Our mission at Woolf is to increase access to world-class higher education and ensure it is globally recognized and transferable.

What is a collegiate university?

Woolf is a global collegiate higher education institution.

Collegiate universities are not new: the University of Oxford, University of California, University of London, and Delhi University are all collegiate universities. We are the first global, collegiate higher education institution, and qualifying education organizations may apply to join the institution.

Woolf’s colleges are geographically and linguistically diverse, but all colleges are equally subject to the Quality Assurance Policy and to the same standards academic excellence and cyclical review. All Faculty members from all colleges have the ability to vote in the Faculty Council. Woolf's software platform helps our colleges meet, monitor, and maintain our high standards of excellence by handling everything from new course proposal to degree issuance. It creates a comprehensive record of compliance for all aspects of quality assurance.

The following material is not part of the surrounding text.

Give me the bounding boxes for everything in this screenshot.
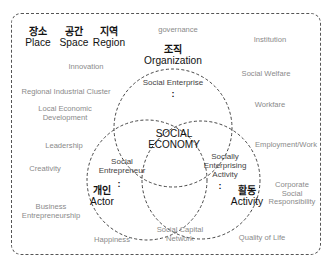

Woolf is an accredited higher education institution. Woolf's teachers are drawn from the world's leading universities and companies

All degrees, across all member colleges, meet the same standards of scholarly excellence, and all courses must undergo an academic peer-review and a quality assurance process based on Woolf's Quality Assurance Policy. Legally, Woolf is incorporated and licensed under multiple accreditation regimes. Every degree is subject to the accreditation regulation which is specified on the degree profile. For example, Degrees listing the European Credit Transfer System (ECTS) are accredited within the European Qualifications Framework. The ECTS accreditation system is the largest and most sophisticated accreditation system in the world, and the credits are globally recognized and transferable.